Not all of the fences to be found in Virginia in the seventeenth century were erected in a zigzag shape. Fitzhugh mentions in one of his letters, that his orchard was protected by an enclosure of locust wood; this was doubtless a straight fence constructed of panels, the ends of which were inserted in posts standing at regular intervals. The durability of locust was already recognized. Fitzhugh declared that a fence of this material would last almost for the same length of time as a brick wall.[1] There were also brush fences, which were chiefly used for the protection of the maize and wheat fields, but which very frequently failed to accomplish that purpose.

The year 1684 was a memorable one in the history of Virginia, as that in which a separate province was formed of its northern parts.

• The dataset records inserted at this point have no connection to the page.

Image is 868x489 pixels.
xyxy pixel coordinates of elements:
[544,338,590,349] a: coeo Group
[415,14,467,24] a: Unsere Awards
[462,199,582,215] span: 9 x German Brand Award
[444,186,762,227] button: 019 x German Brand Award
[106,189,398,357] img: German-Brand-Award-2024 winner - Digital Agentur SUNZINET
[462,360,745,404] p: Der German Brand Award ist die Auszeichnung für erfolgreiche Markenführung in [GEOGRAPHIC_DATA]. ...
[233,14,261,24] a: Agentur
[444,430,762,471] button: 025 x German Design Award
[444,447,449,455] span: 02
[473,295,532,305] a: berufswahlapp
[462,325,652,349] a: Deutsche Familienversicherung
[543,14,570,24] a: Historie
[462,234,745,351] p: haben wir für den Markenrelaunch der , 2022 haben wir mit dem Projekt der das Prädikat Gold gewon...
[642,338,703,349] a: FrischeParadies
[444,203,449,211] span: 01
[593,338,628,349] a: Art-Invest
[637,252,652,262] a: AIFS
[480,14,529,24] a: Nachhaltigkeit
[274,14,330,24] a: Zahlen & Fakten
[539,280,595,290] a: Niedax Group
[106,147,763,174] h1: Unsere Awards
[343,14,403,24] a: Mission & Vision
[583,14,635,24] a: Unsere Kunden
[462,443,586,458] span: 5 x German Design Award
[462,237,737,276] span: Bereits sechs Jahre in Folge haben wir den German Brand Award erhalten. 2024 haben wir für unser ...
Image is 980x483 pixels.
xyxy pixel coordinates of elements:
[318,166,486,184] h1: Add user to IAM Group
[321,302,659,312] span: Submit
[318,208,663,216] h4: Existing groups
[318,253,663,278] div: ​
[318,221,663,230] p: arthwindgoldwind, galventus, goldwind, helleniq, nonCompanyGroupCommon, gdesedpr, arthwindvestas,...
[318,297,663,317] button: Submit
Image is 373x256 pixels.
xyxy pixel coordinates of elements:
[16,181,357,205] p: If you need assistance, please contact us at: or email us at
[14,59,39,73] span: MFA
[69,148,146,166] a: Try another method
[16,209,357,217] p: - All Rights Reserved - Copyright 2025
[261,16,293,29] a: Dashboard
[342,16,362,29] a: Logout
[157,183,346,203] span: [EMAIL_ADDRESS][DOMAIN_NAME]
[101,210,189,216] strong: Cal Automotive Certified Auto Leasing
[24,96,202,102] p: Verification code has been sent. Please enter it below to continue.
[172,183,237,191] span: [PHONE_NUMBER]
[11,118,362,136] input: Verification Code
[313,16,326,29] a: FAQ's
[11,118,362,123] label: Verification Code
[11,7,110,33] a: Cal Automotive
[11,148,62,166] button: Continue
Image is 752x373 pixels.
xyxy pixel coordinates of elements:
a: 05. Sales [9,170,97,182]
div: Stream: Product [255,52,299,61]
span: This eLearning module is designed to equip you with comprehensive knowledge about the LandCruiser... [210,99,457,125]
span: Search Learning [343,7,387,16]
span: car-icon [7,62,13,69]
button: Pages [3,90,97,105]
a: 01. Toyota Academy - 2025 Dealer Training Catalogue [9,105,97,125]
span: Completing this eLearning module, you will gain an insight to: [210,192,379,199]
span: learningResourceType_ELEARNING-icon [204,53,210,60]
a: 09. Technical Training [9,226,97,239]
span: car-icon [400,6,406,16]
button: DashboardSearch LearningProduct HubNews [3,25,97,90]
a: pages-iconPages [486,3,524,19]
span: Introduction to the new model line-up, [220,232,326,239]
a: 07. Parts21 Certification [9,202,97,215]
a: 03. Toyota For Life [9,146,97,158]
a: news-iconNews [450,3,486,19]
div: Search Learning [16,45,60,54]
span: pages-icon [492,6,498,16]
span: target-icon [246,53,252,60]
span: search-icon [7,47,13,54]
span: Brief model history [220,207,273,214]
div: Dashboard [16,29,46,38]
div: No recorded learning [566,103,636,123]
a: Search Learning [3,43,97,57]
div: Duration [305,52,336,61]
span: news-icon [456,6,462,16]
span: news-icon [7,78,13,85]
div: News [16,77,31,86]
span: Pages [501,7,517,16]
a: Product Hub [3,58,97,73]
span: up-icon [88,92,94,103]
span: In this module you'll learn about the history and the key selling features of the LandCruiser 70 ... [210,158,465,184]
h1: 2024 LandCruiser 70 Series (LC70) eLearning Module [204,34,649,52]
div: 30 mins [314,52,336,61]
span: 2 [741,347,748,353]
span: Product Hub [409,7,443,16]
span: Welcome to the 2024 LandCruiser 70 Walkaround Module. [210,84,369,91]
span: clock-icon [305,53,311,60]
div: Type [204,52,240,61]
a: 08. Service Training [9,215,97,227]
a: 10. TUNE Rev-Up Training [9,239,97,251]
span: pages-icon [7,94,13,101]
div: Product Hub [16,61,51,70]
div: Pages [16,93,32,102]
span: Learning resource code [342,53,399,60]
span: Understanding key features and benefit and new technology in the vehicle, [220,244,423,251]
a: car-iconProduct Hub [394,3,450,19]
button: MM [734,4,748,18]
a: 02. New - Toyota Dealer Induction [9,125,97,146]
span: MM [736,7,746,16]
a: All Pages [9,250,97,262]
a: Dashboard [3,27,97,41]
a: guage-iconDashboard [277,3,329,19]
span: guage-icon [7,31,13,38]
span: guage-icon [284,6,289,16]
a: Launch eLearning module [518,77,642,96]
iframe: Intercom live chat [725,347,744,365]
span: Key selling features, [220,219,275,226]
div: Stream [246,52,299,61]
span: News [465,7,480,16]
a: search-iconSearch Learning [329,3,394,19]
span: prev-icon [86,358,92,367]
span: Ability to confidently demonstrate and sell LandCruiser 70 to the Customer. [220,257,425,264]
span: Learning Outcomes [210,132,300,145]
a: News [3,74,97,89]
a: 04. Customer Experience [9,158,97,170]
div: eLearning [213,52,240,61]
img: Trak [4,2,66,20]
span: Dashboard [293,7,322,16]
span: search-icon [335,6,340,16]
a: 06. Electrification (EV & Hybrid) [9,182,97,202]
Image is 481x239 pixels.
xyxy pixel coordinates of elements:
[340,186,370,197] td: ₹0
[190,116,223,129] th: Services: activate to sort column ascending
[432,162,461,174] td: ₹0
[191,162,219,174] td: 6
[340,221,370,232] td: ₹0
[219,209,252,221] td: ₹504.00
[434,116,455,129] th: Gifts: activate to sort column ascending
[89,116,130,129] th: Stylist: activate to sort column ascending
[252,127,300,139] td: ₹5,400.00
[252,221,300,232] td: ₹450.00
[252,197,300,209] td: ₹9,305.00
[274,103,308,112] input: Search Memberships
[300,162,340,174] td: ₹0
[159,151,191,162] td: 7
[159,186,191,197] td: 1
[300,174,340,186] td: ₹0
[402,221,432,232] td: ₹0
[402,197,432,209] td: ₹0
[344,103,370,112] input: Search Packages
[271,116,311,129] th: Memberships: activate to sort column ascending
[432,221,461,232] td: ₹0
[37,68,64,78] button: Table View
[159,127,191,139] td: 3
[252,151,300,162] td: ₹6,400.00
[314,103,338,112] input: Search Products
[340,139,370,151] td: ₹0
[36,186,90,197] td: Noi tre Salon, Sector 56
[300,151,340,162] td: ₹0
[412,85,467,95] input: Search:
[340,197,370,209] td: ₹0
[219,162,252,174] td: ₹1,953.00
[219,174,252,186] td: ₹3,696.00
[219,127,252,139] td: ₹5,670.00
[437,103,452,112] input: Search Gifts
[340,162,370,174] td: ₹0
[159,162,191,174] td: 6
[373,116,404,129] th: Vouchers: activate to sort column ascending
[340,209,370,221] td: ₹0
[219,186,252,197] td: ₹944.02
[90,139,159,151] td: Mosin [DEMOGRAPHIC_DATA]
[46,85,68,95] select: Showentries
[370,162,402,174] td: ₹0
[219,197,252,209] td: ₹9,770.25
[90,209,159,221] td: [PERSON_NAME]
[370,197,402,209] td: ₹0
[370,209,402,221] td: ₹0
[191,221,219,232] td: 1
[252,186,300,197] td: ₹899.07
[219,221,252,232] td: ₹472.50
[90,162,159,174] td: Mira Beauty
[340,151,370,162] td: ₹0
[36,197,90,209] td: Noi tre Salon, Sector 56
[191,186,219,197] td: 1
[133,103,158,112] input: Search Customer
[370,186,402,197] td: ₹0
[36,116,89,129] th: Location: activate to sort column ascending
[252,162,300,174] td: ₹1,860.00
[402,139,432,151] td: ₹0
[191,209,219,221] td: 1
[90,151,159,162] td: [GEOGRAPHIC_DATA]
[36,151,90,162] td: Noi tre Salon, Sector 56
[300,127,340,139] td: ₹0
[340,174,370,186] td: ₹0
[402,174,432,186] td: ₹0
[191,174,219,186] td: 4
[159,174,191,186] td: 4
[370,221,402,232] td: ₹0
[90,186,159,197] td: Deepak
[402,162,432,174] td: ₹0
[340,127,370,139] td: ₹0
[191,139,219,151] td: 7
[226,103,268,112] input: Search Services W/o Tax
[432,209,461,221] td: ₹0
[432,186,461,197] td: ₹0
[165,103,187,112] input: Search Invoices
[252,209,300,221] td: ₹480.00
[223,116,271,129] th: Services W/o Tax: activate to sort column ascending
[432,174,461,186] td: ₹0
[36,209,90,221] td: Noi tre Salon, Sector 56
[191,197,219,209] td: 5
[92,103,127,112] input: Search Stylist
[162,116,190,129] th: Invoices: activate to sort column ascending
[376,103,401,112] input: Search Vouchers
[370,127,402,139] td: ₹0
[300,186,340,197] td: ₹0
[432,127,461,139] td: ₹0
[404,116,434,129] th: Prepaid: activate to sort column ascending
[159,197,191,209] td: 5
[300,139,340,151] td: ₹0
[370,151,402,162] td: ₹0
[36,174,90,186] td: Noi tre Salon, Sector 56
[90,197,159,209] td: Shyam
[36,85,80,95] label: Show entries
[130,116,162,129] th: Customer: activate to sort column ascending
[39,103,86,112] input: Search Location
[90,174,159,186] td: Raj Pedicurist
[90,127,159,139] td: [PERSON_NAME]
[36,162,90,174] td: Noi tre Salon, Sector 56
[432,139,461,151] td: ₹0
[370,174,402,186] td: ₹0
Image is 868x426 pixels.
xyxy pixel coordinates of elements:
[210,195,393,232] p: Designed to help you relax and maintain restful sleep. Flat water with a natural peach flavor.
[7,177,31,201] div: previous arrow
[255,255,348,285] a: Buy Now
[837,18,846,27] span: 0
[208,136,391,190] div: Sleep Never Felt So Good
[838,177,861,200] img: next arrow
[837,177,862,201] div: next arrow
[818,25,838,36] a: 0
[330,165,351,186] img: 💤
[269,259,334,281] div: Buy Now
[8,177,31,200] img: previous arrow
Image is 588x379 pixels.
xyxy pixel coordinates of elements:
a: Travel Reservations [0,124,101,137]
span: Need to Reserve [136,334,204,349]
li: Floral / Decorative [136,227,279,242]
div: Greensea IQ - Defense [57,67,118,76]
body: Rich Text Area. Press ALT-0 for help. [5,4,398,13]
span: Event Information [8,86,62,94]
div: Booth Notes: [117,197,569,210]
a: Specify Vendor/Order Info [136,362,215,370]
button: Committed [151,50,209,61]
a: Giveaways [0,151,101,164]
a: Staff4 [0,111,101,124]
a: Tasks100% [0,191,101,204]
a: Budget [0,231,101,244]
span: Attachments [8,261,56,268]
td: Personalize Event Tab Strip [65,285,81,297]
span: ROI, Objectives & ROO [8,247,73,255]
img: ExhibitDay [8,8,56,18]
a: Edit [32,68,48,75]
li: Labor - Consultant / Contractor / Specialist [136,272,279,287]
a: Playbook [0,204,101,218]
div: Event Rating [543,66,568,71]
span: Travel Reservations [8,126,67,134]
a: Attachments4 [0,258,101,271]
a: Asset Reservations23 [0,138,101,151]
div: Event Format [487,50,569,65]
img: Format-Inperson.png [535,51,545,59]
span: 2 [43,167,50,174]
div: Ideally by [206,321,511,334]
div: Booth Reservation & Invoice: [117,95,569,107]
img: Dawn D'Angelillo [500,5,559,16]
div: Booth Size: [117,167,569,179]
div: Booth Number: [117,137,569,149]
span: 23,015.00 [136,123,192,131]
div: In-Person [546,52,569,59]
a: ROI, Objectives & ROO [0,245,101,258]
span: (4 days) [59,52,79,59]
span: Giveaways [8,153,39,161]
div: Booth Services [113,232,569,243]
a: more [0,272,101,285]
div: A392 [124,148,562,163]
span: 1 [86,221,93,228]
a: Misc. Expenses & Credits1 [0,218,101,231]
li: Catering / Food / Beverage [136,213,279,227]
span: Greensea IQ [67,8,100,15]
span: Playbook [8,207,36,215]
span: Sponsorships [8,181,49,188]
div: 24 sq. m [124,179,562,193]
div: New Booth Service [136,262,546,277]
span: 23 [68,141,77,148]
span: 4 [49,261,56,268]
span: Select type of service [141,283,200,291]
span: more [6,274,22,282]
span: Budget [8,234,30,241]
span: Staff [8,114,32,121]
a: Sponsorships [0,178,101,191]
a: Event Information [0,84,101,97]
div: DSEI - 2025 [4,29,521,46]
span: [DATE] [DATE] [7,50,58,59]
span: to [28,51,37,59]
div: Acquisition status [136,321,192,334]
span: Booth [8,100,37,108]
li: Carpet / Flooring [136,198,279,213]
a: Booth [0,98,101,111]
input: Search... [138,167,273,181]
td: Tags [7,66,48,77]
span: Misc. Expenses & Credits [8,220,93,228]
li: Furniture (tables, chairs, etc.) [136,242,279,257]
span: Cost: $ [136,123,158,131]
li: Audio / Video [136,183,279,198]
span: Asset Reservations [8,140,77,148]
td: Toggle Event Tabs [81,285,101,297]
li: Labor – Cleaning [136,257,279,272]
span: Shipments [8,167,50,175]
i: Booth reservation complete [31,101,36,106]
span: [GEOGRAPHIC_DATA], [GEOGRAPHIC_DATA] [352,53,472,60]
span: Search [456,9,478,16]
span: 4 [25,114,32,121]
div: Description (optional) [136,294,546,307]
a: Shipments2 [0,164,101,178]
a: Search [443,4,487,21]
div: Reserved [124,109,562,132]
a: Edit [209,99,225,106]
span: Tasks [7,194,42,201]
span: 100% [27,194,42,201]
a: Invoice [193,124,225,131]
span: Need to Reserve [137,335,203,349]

  1. Letters of William Fitzhugh, April 22, 1686. The following is from the Records of Accomac County, original vol. 1682-1697, f. p. 129: “Richard Johnson, Mulatto, doth by these presents forthwith impower you in my name to confess a judgment unto John Cole to fall, mall, and set up for John Cole upon his plantation where he shall appoint 400 panels of sufficient post and rails, every pannell ten foot distance and five rails of pine to every pannell, and every post to be seven foot and half, one foot and a half in ye ground, the said post to be all of chestnut and whiteoak.” This fence was intended to serve as a protection for a cornfield.